The ball is in your court, ‘optimistic’ May will tell Brussels
Prime Minister to update MPS on Brexit progress, saying Britain will ‘prove the doomsayers wrong’
THERESA MAY will today tell Brussels that “the ball is in your court” as she signals that she is not prepared to make any further concessions to break the deadlock in negotiations.
Ahead of a European summit later this month, the Prime Minister will also say that Britain can “prove the doomsayers wrong” and that she is “optimistic” that Brexit negotiations will succeed.
As Parliament returns, Mrs May will update MPS on the progress made since her speech in Florence in which she made a series of significant concessions.
Britain is offering to pay the EU €20 billion during a two-year transition period after Brexit and has also given an unqualified commitment to defence and security cooperation.
It raises the prospect that Brexit negotiations could remain deadlocked, increasing the chance of no deal.
Negotiations are at a standstill because the EU is refusing to allow talks about future trade deals to take place before “sufficient progress” has been made on the Brexit divorce bill, rights of citizens and Northern Ireland.
The Prime Minister will travel to Brussels in a fortnight’s time for a crucial meeting of the European Council.
She will tell the Commons: “As we look forward to the next stage, the ball is in their court. But I am optimistic we will receive a positive response.
“Because what we are seeking is not just the best possible deal for us – but also the best possible deal for our European friends too.
“So while, of course, progress will not always be smooth, by approaching these negotiations in a constructive way – in a spirit of friendship and cooperation and with our sights firmly set on the future – I believe we can prove the doomsayers wrong.
“And I believe we can seize the opportunities of this defining moment in the history of our nation.”
Her more positive language will draw comparisons with Boris Johnson, the Foreign Secretary, in the wake of his 4,200-word article on Brexit in The Daily Telegraph last month. Mr Johnson has repeatedly hit out at the Brexit “gloom-mongers”. It comes after The Sunday Telegraph disclosed that Britain is prepared to release billions of pounds of investment to help the UK prepare in case there is no deal.
Philip Hammond, the Chancellor, is planning to release the money if no progress has been made on a transition deal by Christmas.
Dominic Raab, a Eurosceptic Tory MP and justice minister, yesterday said that there could be significant advantages to leaving the EU without a deal.
He said: “There are advantages to it, countervailing advantages if there isn’t a deal in terms of the early repatriation of the money” in terms of “things like the external EU tariffs” – worth several billion pounds – “that would come to the Chancellor’s coffers if we had those arrangements”.

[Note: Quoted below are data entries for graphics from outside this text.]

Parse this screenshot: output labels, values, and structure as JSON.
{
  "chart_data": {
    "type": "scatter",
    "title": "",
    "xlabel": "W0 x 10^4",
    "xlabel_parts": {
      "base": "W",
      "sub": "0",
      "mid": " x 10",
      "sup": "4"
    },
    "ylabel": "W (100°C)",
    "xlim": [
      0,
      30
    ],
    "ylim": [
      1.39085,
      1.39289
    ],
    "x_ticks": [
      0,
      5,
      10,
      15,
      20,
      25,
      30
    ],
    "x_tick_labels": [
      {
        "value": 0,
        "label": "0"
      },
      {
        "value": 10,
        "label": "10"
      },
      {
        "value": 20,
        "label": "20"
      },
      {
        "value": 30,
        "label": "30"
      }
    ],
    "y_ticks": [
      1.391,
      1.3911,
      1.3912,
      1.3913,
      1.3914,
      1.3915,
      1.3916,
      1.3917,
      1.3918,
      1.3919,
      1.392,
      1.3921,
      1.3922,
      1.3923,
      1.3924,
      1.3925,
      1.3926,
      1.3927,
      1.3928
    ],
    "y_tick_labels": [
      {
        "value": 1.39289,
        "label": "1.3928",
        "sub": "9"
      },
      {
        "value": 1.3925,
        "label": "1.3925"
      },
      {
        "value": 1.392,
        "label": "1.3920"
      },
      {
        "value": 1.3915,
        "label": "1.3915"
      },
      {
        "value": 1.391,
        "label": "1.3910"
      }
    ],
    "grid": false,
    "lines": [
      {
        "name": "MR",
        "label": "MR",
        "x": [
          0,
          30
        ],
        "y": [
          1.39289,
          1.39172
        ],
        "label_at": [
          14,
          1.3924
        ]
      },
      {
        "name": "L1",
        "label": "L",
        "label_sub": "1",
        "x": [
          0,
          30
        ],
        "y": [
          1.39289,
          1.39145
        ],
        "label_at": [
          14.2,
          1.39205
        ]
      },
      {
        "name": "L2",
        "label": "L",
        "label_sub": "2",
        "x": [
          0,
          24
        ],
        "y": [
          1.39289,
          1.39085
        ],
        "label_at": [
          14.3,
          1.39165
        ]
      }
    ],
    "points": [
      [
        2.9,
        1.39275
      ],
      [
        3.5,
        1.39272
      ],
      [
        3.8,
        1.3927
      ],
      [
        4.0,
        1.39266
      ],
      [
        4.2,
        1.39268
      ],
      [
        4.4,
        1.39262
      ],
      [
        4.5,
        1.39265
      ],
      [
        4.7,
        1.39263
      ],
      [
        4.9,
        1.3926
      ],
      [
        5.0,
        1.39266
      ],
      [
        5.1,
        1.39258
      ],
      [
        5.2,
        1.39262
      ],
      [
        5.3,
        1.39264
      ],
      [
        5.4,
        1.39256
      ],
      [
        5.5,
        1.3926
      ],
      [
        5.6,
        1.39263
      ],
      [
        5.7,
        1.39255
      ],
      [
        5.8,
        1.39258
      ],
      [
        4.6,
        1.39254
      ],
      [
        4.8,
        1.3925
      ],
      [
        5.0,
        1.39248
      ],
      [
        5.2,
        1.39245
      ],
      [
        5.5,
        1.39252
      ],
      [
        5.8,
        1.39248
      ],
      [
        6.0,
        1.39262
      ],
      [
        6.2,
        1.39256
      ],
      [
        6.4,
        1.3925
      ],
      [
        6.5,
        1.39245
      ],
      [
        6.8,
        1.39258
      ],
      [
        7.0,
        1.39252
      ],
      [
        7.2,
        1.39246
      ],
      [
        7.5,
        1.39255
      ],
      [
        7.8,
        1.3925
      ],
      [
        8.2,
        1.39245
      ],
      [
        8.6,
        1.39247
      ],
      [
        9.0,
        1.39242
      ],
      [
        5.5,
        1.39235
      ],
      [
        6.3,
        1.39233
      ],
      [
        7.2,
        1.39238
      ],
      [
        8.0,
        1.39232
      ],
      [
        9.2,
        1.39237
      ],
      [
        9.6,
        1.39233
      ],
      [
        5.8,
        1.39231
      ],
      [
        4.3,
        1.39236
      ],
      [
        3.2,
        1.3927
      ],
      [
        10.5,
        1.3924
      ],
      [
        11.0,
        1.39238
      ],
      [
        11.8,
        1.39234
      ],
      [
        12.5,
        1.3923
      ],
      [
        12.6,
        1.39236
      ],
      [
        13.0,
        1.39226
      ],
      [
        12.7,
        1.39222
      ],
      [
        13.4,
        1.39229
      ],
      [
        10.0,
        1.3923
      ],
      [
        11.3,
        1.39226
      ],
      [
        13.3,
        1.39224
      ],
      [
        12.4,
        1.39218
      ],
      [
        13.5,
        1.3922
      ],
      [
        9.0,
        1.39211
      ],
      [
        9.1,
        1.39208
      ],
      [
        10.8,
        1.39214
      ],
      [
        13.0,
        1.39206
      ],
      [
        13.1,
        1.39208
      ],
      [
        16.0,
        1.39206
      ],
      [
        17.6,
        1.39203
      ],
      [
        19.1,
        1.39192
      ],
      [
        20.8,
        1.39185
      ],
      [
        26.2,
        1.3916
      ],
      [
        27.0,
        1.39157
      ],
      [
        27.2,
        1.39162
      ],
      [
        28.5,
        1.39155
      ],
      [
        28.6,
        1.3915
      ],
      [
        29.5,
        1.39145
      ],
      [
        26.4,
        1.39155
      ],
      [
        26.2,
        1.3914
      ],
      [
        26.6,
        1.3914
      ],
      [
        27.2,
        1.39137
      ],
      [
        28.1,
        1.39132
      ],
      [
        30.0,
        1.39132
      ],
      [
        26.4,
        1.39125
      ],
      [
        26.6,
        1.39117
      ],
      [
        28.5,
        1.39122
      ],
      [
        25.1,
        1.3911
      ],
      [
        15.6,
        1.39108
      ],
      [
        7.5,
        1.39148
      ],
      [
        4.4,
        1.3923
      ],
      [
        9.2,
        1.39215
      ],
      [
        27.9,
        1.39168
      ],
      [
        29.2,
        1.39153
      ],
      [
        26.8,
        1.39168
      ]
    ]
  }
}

It also emerged that the European Parliament is planning to host a string of speeches by European leaders in a bid to boost its profile.
The Telegraph has seen leaked minutes of the parliament’s secretive Conference of Presidents, a behindclosed-doors meeting of leaders of EU political groups.
It reveals that MEPS believe that their view on the future of the EU after Brexit is being overshadowed by major speeches by Emmanuel Macron, the French president, Jean-claude Juncker, the president of the European Commission and Mrs May.
“There was Macron in the Sorbonne and even May in Florence,” one source said. “The plan now is to make sure speeches like that by heads of state and governments are held in Brussels or Strasbourg.”
The parliament now plans to invite a string of EU heads of state and government to debate the EU’S future in the institution’s two seats of Brussels and Strasbourg in the run up to “Brexit Day” on March 29 2019 and the European Parliament elections in May.
Labour yesterday said it is prepared to offer annual payments to Brussels indefinitely in order to keep access to the single market after Brexit.
Jenny Chapman, the party’s Brexit minister, said Labour would leave the single market “on the table”.
Ms Chapman told BBC Radio 5 Live’s Pienaar’s Politics: “We would leave the single market on the table, and it may be that there’s an arrangement that’s in the UK’S best interests that involves some sort of payment for access.
“That is something that we would leave on the table, unlike the Government that’s decided ‘we don’t want to be part of the customs union, we don’t want to be part of the single market’.”